**Exercise aim**. An exact copy of the records below is required, and it must contain no pictures.

Records from a data collection
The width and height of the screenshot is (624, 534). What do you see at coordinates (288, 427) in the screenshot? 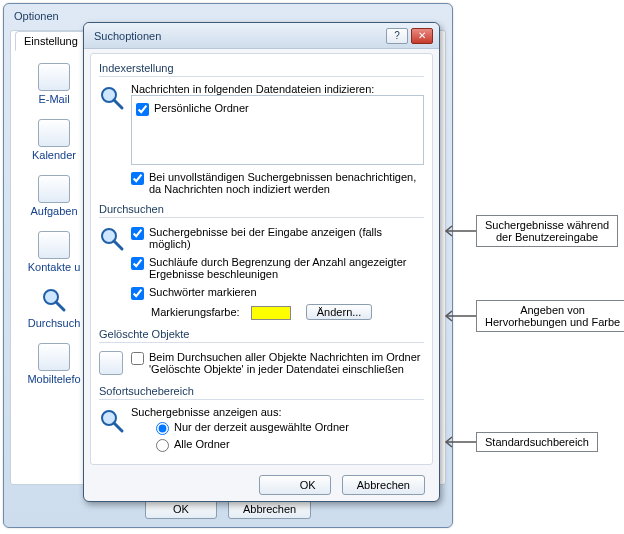
I see `scope-current-folder-radio: Nur der derzeit ausgewählte Ordner` at bounding box center [288, 427].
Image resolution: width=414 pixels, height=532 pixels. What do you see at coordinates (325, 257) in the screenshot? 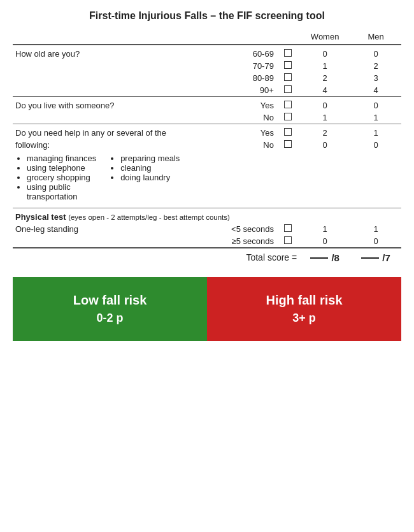
I see `total-women-score: /8` at bounding box center [325, 257].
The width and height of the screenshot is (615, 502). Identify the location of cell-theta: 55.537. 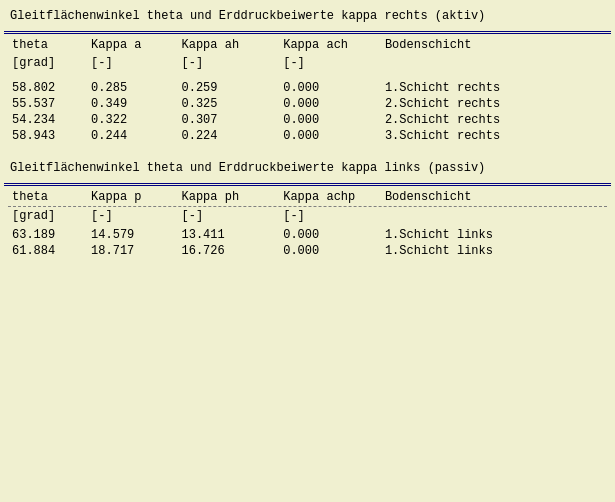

**Response to the exercise**.
The width and height of the screenshot is (624, 534). What do you see at coordinates (288, 427) in the screenshot? 
I see `scope-current-folder-radio: Nur der derzeit ausgewählte Ordner` at bounding box center [288, 427].
Image resolution: width=414 pixels, height=532 pixels. What do you see at coordinates (325, 257) in the screenshot? 
I see `total-women-score: /8` at bounding box center [325, 257].
The width and height of the screenshot is (615, 502). Identify the location of cell-theta: 55.537. 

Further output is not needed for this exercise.